Still, the approach to behavior change has generated considerable interest. Survey data collected by Professor Milkman and her colleagues suggest that some segments of the population would even be willing to pay for a subscription to a temptation-bundling service. Private sector companies would thus be able to monetize such services in revenue models that would combine the entertainment options of services such as Netflix and Audible with limited availability based on engaging in exercise or some other desirable activity.

The power of behavioral interventions for health

Each year some 850,000 people in the United States die from diseases that could be prevented with behavior changes like exercise, quitting smoking, better diets and going for cancer screenings. That means, according to Milkman, that 40% of deaths in the United States could be avoided with effective behavioral interventions.

Similar interventions could have transformative effects in Latin America and the Caribbean. Milkman notes that in addition to cultural differences, the way individuals’ choices are shaped can differ greatly between developed and developing countries. Moreover, findings obtained from experiments with educated and middle-class test groups, who have a strong orientation towards the future, may not apply to less advantaged populations who have far less incentive to plan for the future.

Nonetheless, the adaptation of these ideas to our region, with its many public health problems, holds exciting possibilities that lives can be improved and extended with effective behavioral interventions such as temptation-bundling in the years ahead.

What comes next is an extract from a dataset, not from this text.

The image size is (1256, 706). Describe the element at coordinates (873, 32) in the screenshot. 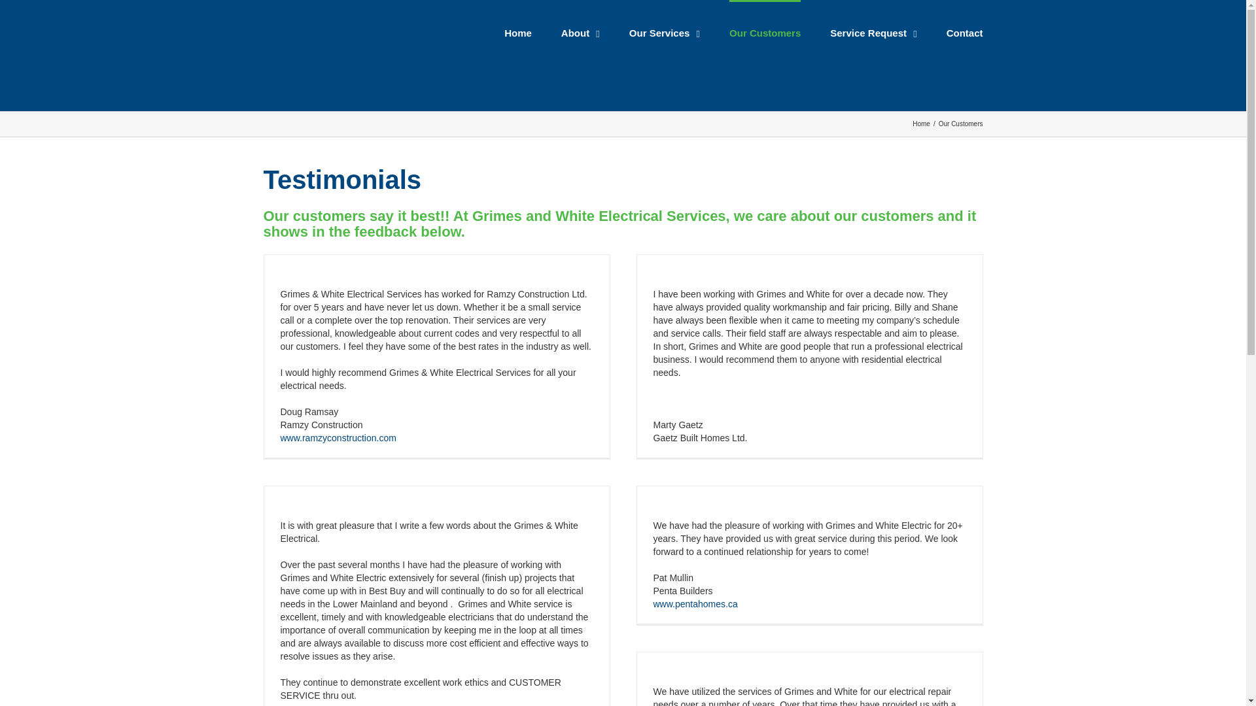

Filed Under: Behavioral Economics Tagged With: #cardiovascular, #Caribbean, #diabetes, #diets, #exercise, #health, #LatAm, #obesity

John Dunn Smith

Dunn Smith es editor asistente del Departamento de Investigación del BID

Steven Ambrus

Steven Ambrus worked as a correspondent for US and European media during two decades in Latin America, covering politics, education, the environment and other issues. He currently works in the communications and publications unit of the Research Department at the IDB.